For Africa to be strong it needs strong ecosystems

What you need to know:

  • Climate change, population growth, increased water demand and environmental degradation are all putting pressure on our freshwater resources.
  • In other words, if we want to succeed in building peaceful and productive societies, it is imperative that we understand the role our ecosystems play in the development process.
  • Poverty begets degradation, but so does wealth if we do not ensure our consumption and production activities are done sustainably.

Our continent is undergoing an unprecedented and rapid transformation. Some of the world’s fastest growing economies are in Africa. Our cities and our populations are exploding.

The “wild” side of Africa is changing as new infrastructure to accommodate this boon, as well as increased regional and global trade, are transforming urban and rural areas.

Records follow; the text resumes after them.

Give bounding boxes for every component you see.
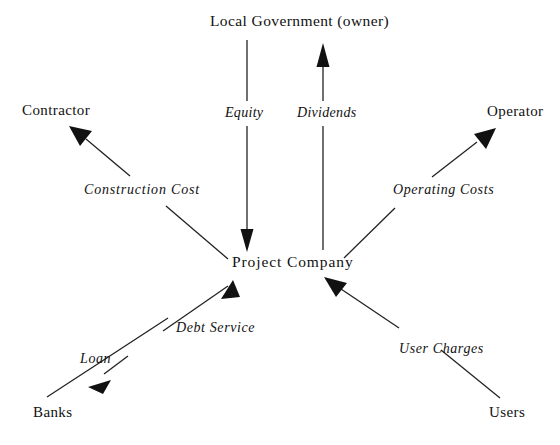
node-contractor: Contractor: [22, 102, 90, 119]
edge-label-loan: Loan: [80, 351, 111, 367]
node-local-government: Local Government (owner): [210, 12, 389, 29]
edge-equity-arrow: [241, 40, 254, 252]
edge-label-equity: Equity: [225, 105, 263, 121]
edge-loan-arrow: [88, 286, 228, 394]
edge-label-operating-costs: Operating Costs: [393, 182, 494, 198]
edge-debt-service-arrow: [47, 280, 255, 397]
edge-label-dividends: Dividends: [297, 105, 356, 121]
node-banks: Banks: [33, 404, 73, 421]
edge-label-user-charges: User Charges: [399, 341, 484, 357]
node-project-company: Project Company: [232, 253, 354, 270]
flow-arrows-layer: [0, 0, 560, 445]
node-operator: Operator: [487, 103, 544, 120]
edge-dividends-arrow: [317, 43, 330, 250]
edge-label-debt-service: Debt Service: [176, 320, 255, 336]
node-users: Users: [489, 404, 525, 421]
edge-label-construction-cost: Construction Cost: [84, 182, 200, 198]
edge-user-charges-arrow: [324, 277, 500, 398]
diagram-canvas: Local Government (owner) Contractor Oper…: [0, 0, 560, 445]
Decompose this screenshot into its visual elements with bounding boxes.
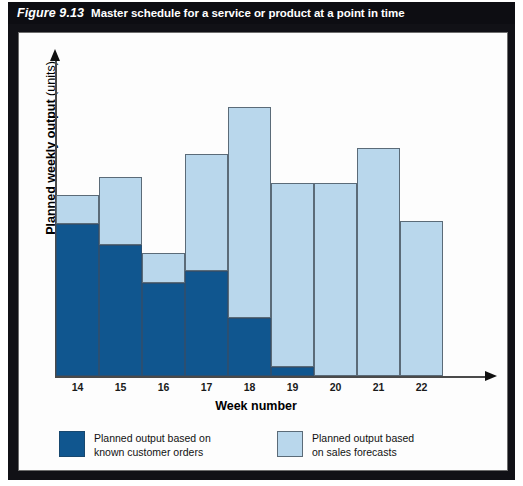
bar-segment-orders-week-16 — [142, 283, 185, 376]
legend-swatch-orders-icon — [59, 431, 85, 457]
bar-segment-forecast-week-14 — [56, 195, 99, 224]
chart-canvas: Planned weekly output (units) 1415161718… — [19, 33, 507, 470]
figure-container: Figure 9.13Master schedule for a service… — [8, 2, 515, 480]
x-tick-label-21: 21 — [357, 381, 400, 393]
bar-segment-forecast-week-17 — [185, 154, 228, 271]
x-tick-label-22: 22 — [400, 381, 443, 393]
bar-segment-forecast-week-21 — [357, 148, 400, 376]
bar-segment-forecast-week-22 — [400, 221, 443, 376]
legend-label-forecasts: Planned output based on sales forecasts — [312, 431, 414, 459]
legend-swatch-forecasts-icon — [277, 431, 303, 457]
figure-number: Figure 9.13 — [17, 6, 84, 20]
bar-column-week-16 — [142, 253, 185, 376]
chart-legend: Planned output based on known customer o… — [59, 431, 489, 471]
x-tick-label-20: 20 — [314, 381, 357, 393]
bar-segment-orders-week-15 — [99, 245, 142, 376]
chart-plate: Planned weekly output (units) 1415161718… — [18, 32, 508, 471]
bar-segment-forecast-week-19 — [271, 183, 314, 367]
legend-item-known-customer-orders: Planned output based on known customer o… — [59, 431, 211, 459]
x-tick-label-19: 19 — [271, 381, 314, 393]
bar-segment-forecast-week-20 — [314, 183, 357, 376]
figure-title-bar: Figure 9.13Master schedule for a service… — [8, 2, 515, 24]
x-axis-tick-labels: 141516171819202122 — [56, 381, 487, 397]
x-tick-label-17: 17 — [185, 381, 228, 393]
bars-group — [56, 33, 487, 376]
bar-column-week-21 — [357, 148, 400, 376]
bar-column-week-15 — [99, 177, 142, 376]
legend-item-sales-forecasts: Planned output based on sales forecasts — [277, 431, 414, 459]
bar-column-week-18 — [228, 107, 271, 376]
x-axis-line — [55, 376, 487, 378]
bar-column-week-22 — [400, 221, 443, 376]
x-tick-label-14: 14 — [56, 381, 99, 393]
x-tick-label-16: 16 — [142, 381, 185, 393]
figure-frame: Planned weekly output (units) 1415161718… — [8, 24, 515, 480]
bar-segment-orders-week-17 — [185, 271, 228, 376]
bar-segment-forecast-week-16 — [142, 253, 185, 282]
bar-column-week-20 — [314, 183, 357, 376]
figure-title: Master schedule for a service or product… — [91, 7, 404, 19]
bar-segment-orders-week-19 — [271, 367, 314, 376]
x-axis-title: Week number — [56, 399, 456, 413]
bar-segment-forecast-week-15 — [99, 177, 142, 244]
x-tick-label-18: 18 — [228, 381, 271, 393]
bar-column-week-17 — [185, 154, 228, 376]
bar-column-week-19 — [271, 183, 314, 376]
x-tick-label-15: 15 — [99, 381, 142, 393]
bar-column-week-14 — [56, 195, 99, 376]
bar-segment-orders-week-18 — [228, 318, 271, 376]
bar-segment-forecast-week-18 — [228, 107, 271, 317]
bar-segment-orders-week-14 — [56, 224, 99, 376]
legend-label-orders: Planned output based on known customer o… — [94, 431, 211, 459]
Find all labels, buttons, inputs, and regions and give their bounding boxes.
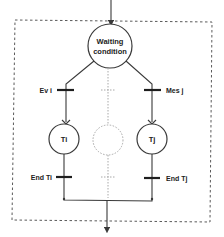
waiting-label-line2: condition bbox=[93, 47, 127, 56]
join-dot-right bbox=[151, 198, 153, 200]
arc-waiting-to-tj bbox=[126, 61, 152, 122]
tj-label: Tj bbox=[149, 135, 156, 144]
join-line bbox=[64, 198, 152, 201]
label-end-ti: End Ti bbox=[31, 174, 52, 181]
label-mes-j: Mes j bbox=[166, 87, 184, 95]
place-waiting-condition: Waiting condition bbox=[88, 24, 132, 68]
petri-net-diagram: Waiting condition Ev i Mes j Ti Tj End T… bbox=[0, 0, 224, 237]
waiting-label-line1: Waiting bbox=[97, 37, 124, 46]
join-dot-left bbox=[63, 198, 65, 200]
ghost-branch bbox=[93, 68, 123, 198]
ti-label: Ti bbox=[61, 135, 68, 144]
arc-waiting-to-ti bbox=[66, 61, 94, 122]
label-ev-i: Ev i bbox=[40, 87, 53, 94]
place-tj: Tj bbox=[137, 124, 167, 154]
place-ti: Ti bbox=[49, 124, 79, 154]
label-end-tj: End Tj bbox=[166, 175, 187, 183]
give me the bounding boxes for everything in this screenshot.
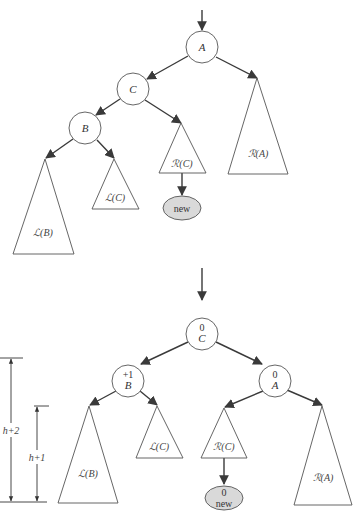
avl-rotation-diagram: A C B ℛ(A) ℛ(C) ℒ(C) ℒ(B) n [0, 0, 356, 513]
subtree-LC: ℒ(C) [92, 159, 139, 209]
balance-factor: 0 [222, 487, 227, 498]
top-tree: A C B ℛ(A) ℛ(C) ℒ(C) ℒ(B) n [13, 10, 288, 254]
subtree-RA: ℛ(A) [294, 406, 352, 505]
node-B: +1 B [112, 365, 144, 397]
subtree-label: ℛ(A) [248, 148, 269, 160]
node-B: B [69, 112, 101, 144]
subtree-label: ℒ(B) [33, 227, 53, 239]
node-label: B [82, 122, 89, 134]
subtree-label: ℛ(A) [313, 472, 334, 484]
edge-A-C [147, 56, 188, 79]
node-C: 0 C [186, 318, 218, 350]
edge-B-LB [90, 391, 116, 405]
node-A: A [186, 31, 218, 63]
height-label-outer: h+2 [3, 425, 20, 436]
node-label: B [125, 379, 132, 391]
node-label: A [198, 41, 206, 53]
height-bracket-outer: h+2 [0, 358, 47, 502]
subtree-RC: ℛ(C) [159, 123, 206, 173]
node-label: C [198, 332, 206, 344]
subtree-LB: ℒ(B) [13, 159, 74, 254]
node-new: 0 new [205, 486, 243, 510]
edge-A-RA [216, 57, 257, 78]
node-A: 0 A [259, 365, 291, 397]
bottom-tree: 0 C +1 B 0 A ℒ(B) ℒ(C) ℛ(C) ℛ(A) [0, 318, 352, 510]
subtree-label: ℒ(B) [78, 468, 98, 480]
node-label: new [216, 498, 233, 509]
edge-A-RC [225, 391, 263, 407]
subtree-label: ℛ(C) [213, 441, 235, 453]
node-label: new [174, 203, 191, 214]
subtree-label: ℛ(C) [171, 158, 193, 170]
subtree-label: ℒ(C) [149, 441, 170, 453]
subtree-RC: ℛ(C) [201, 408, 247, 458]
height-label-inner: h+1 [29, 452, 46, 463]
subtree-LB: ℒ(B) [58, 406, 118, 503]
edge-C-B [141, 342, 188, 364]
edge-C-B [96, 99, 120, 115]
edge-C-RC [145, 100, 181, 123]
node-C: C [117, 73, 149, 105]
subtree-label: ℒ(C) [105, 192, 126, 204]
edge-C-A [216, 342, 262, 364]
edge-A-RA [287, 390, 322, 405]
node-label: A [271, 379, 279, 391]
edge-B-LC [97, 140, 114, 158]
node-label: C [129, 83, 137, 95]
height-bracket-inner: h+1 [28, 406, 49, 501]
subtree-LC: ℒ(C) [136, 406, 183, 458]
edge-B-LB [46, 139, 73, 158]
node-new: new [163, 196, 201, 220]
edge-B-LC [140, 391, 157, 405]
subtree-RA: ℛ(A) [228, 78, 288, 174]
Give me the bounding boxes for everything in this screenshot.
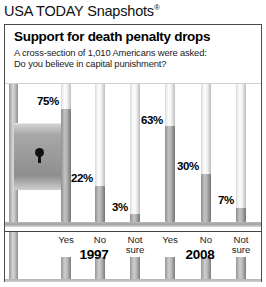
bar-value-label-3: 3%	[93, 201, 128, 213]
bar-value-label-4: 63%	[123, 114, 163, 126]
chart-legend: Yes No Not sure Yes No Not sure 1997 200…	[5, 231, 261, 282]
legend-floor	[5, 279, 261, 282]
masthead: USA TODAY Snapshots®	[4, 0, 262, 23]
bar-stub-3	[130, 257, 140, 279]
bar-value-label-5: 30%	[159, 160, 199, 172]
legend-category-3-line2: sure	[115, 245, 155, 255]
bar-value-label-1: 75%	[19, 95, 59, 107]
bar-fill-1	[61, 109, 71, 222]
registered-mark: ®	[154, 3, 160, 12]
legend-category-4-line1: Yes	[150, 235, 190, 245]
legend-category-4: Yes	[150, 235, 190, 245]
subtitle-line-1: A cross-section of 1,010 Americans were …	[14, 47, 260, 58]
legend-year-1997: 1997	[67, 247, 121, 262]
bar-value-label-2: 22%	[53, 172, 93, 184]
bar-value-label-6: 7%	[199, 194, 234, 206]
bar-fill-6	[236, 208, 246, 222]
legend-category-2-line1: No	[80, 235, 120, 245]
jail-bars-icon-lower	[9, 232, 18, 279]
legend-category-5-line1: No	[186, 235, 226, 245]
keyhole-icon	[35, 148, 44, 163]
bar-fill-3	[130, 214, 140, 222]
snapshot-panel: Support for death penalty drops A cross-…	[4, 24, 262, 282]
legend-category-2: No	[80, 235, 120, 245]
legend-category-6-line2: sure	[221, 245, 261, 255]
subtitle-line-2: Do you believe in capital punishment?	[14, 58, 260, 69]
chart-plot-area: 75% 22% 3% 63% 30% 7%	[5, 83, 261, 227]
bar-track-3	[130, 84, 140, 222]
page-title: Support for death penalty drops	[14, 29, 258, 45]
subtitle: A cross-section of 1,010 Americans were …	[14, 47, 260, 69]
cell-floor	[5, 222, 261, 227]
masthead-brand: USA TODAY Snapshots®	[4, 3, 160, 19]
bar-fill-4	[165, 126, 175, 222]
legend-year-2008: 2008	[173, 247, 227, 262]
legend-category-5: No	[186, 235, 226, 245]
legend-category-3: Not sure	[115, 235, 155, 256]
legend-category-6: Not sure	[221, 235, 261, 256]
bar-track-6	[236, 84, 246, 222]
bar-stub-6	[236, 257, 246, 279]
masthead-brand-text: USA TODAY Snapshots	[4, 3, 154, 19]
snapshot-infographic: USA TODAY Snapshots® Support for death p…	[0, 0, 266, 287]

In this, many are writing the first chapters of Africa’s rise. But are we seeing the full story?

Climate change, population growth, increased water demand and environmental degradation are all putting pressure on our freshwater resources.

In a number of African countries, demand for water outstrips available resources.

More than half of Africa’s population still relies on forests for their livelihood yet the continent lost 3.4 million hectares of forest per year between 2000 and 2010 to human activities.

For wildlife, the future doesn’t look much brighter. As trade routes between Africa and other parts of the world open and multiply, so do the opportunities for smuggling of our natural heritage.

Each year, more than 20,000 elephants are killed by poachers for their tusks, and more than 1,300 rhinos were poached in 2015 in Africa.

ENVIRONMENTAL IMPORTANCE

And while Africa’s “lion economies” continue to grow, Africa's lions are in a state of serious decline. Clearly we are not undertaking a complete environmental accounting of our success.

Last week, Nairobi hosted the second session of the United Nations Environment Assembly, the world’s highest-level governing body on the environment.

Protecting the environment is not merely about saving elephants and rhinos, or safeguarding national parks.

It is about protecting the very foundation on which our growth, progress and prosperity are built, and it underpins all other critical global issues, from health and poverty to peace and security.

That’s why the 2030 Agenda falls on nations to work towards eradicating poverty and hunger alongside protecting and restoring ecosystems.

While poverty eradication and ecosystem protection might seem like disparate issues, they are interlinked.

Poverty begets degradation, but so does wealth if we do not ensure our consumption and production activities are done sustainably.

Food and water security are ultimately impacted by how we manage our forests, combat climate change and cultivate our lands.

Our health is tied to the health of the air we breathe, the soil in which we grow our food, and the water we consume.

In other words, if we want to succeed in building peaceful and productive societies, it is imperative that we understand the role our ecosystems play in the development process.

ALL INCLUSIVE

Our ministries of environment and our conservationists can’t be the only ones who are environmentally literate. We must all possess this literacy.

Development and the protection of our ecosystems need not be mutually exclusive, however.

Without stopping the pace of development, we can choose places better suited for drilling, paving and extracting that allow us to minimise the negative consequences.

Fortunately we have the knowledge and the science to identify and distinguish the areas suitable for infrastructure development, communities and wildlife.

What we lack, perhaps, is the political will. We must do a better job of securing political commitment at the highest level to allocate adequate resources for the conservation of wildlife and wild lands.

We have to integrate the protection of wildlife and wild lands into national and regional planning so as to secure the economic, cultural and environmental value of Africa’s unique natural heritage.

If we do not resolve to tackle these issues while we are still in the first chapters of our story, our growth and growing prosperity could be short-lived, while the socioeconomic, political and environmental repercussions will be anything but.

We are the authors of our fate, and we are in a unique position to write a new kind of success story.

The writer is president of the African Wildlife Foundation.